Aware that the real strength, resilience and durability of a mountain is not at its summit but at its base, stretching outward for several miles, we went to a lower elevation of green forest and opened ourselves to guidance. We felt directed to follow a remote road to a small brook with rocks where we collected water to both anoint the apacheta we would build, and to combine with waters from the other apus we would visit. Then, standing silent with closed eyes and open hands, we attuned to this untamed nature energy as we calibrated our resonance to the surroundings. When we opened our eyes, one spot beckoned with glittering light and vibration. In this sacred state, we approached the earth and silently set to work consecrating the ground, burying a small despacho and gathering stones from the brook with a graceful rhythm. Time was suspended in this holy wilderness of elemental energies. It seemed as though the apacheta came into being in an effortless instant. When complete, we adorned it with flowers and the offerings we had brought. Then we gave voice to the poems we had gathered and offered our deepest gratitude.

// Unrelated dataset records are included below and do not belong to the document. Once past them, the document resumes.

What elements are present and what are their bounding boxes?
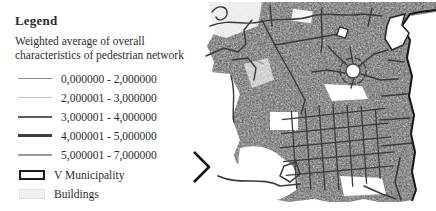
line-swatch-1 bbox=[18, 97, 52, 99]
map-image bbox=[192, 0, 436, 211]
line-swatch-0 bbox=[18, 78, 52, 80]
legend-item-label: 2,000001 - 3,000000 bbox=[61, 92, 157, 104]
legend-item-class1: 0,000000 - 2,000000 bbox=[15, 69, 205, 88]
legend-item-municipality: V Municipality bbox=[15, 166, 205, 183]
legend-item-class4: 4,000001 - 5,000000 bbox=[15, 126, 205, 145]
legend-subtitle: Weighted average of overall characterist… bbox=[15, 34, 201, 62]
municipality-swatch bbox=[19, 170, 45, 180]
figure: Legend Weighted average of overall chara… bbox=[0, 0, 436, 211]
line-swatch-3 bbox=[18, 134, 52, 137]
legend-items: 0,000000 - 2,000000 2,000001 - 3,000000 … bbox=[15, 69, 205, 202]
legend-item-class5: 5,000001 - 7,000000 bbox=[15, 145, 205, 164]
legend-title: Legend bbox=[15, 13, 205, 29]
legend-item-label: 5,000001 - 7,000000 bbox=[61, 149, 157, 161]
line-swatch-4 bbox=[18, 154, 52, 156]
legend-item-buildings: Buildings bbox=[15, 185, 205, 202]
legend-item-label: Buildings bbox=[54, 188, 99, 200]
legend-item-label: 0,000000 - 2,000000 bbox=[61, 73, 157, 85]
legend-item-class2: 2,000001 - 3,000000 bbox=[15, 88, 205, 107]
line-swatch-2 bbox=[18, 116, 52, 118]
legend-item-label: 4,000001 - 5,000000 bbox=[61, 130, 157, 142]
buildings-swatch bbox=[19, 189, 45, 199]
legend-item-label: V Municipality bbox=[54, 169, 124, 181]
legend-panel: Legend Weighted average of overall chara… bbox=[15, 13, 205, 202]
legend-item-label: 3,000001 - 4,000000 bbox=[61, 111, 157, 123]
legend-item-class3: 3,000001 - 4,000000 bbox=[15, 107, 205, 126]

This ritual of honoring the apu with a natural mandala, then allowing ourselves to be guided to the apacheta site was repeated again at Tacobia and Tahoma before Trip One was complete. In each ceremony we again experienced a time-suspending state of grace, yet each apacheta was unique, blending perfectly with its surroundings and the energies of the individual apu. Our extensive preparations had connected us long before we arrived and made the physical construction flow with the ease and grace of intimacy.

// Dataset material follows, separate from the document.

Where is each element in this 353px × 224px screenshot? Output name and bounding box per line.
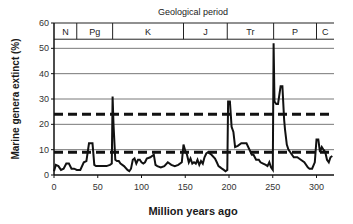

Our first trip concluded where the pilgrimage was conceived, Apu Tahoma, tallest apu of the Cascades. Erica and I would visit this sacred friend one more time for closure when the entire pilgrimage was complete. But for now, we had to leave the powerful solace of the mountains and their wild energies, not yet wanting to release their magnetic pull. Re-entering three-dimensional life, we traveled east over the wide open farmlands of central Washington and were gifted with three separate rainbows, one for each apacheta we had created. We knew Pachamama was pleased with our efforts.

Photos by Erica J and Joan McDougal

About the Author

Joan’s quest to experience the ineffable led her to live and work in an intentional community with the Theosophical Society outside of Chicago for five years. After relocating to Idaho, she was delighted to discover the opportunity to meditate and study Qi gong at the Genessee Valley Daoist Hermitage. Joan deeply values beauty, especially the gifts of Pachamama. She communes with gardens and wilderness areas whenever possible. In 2014 Joan was introduced to don Oscar’s teachings of reverence for the natural world, elegance in ceremony, and the concept of sacred reciprocity, all of which propelled her to embrace the Pachakuti Mesa Tradition. She still lives in Idaho with her cat Toulouse.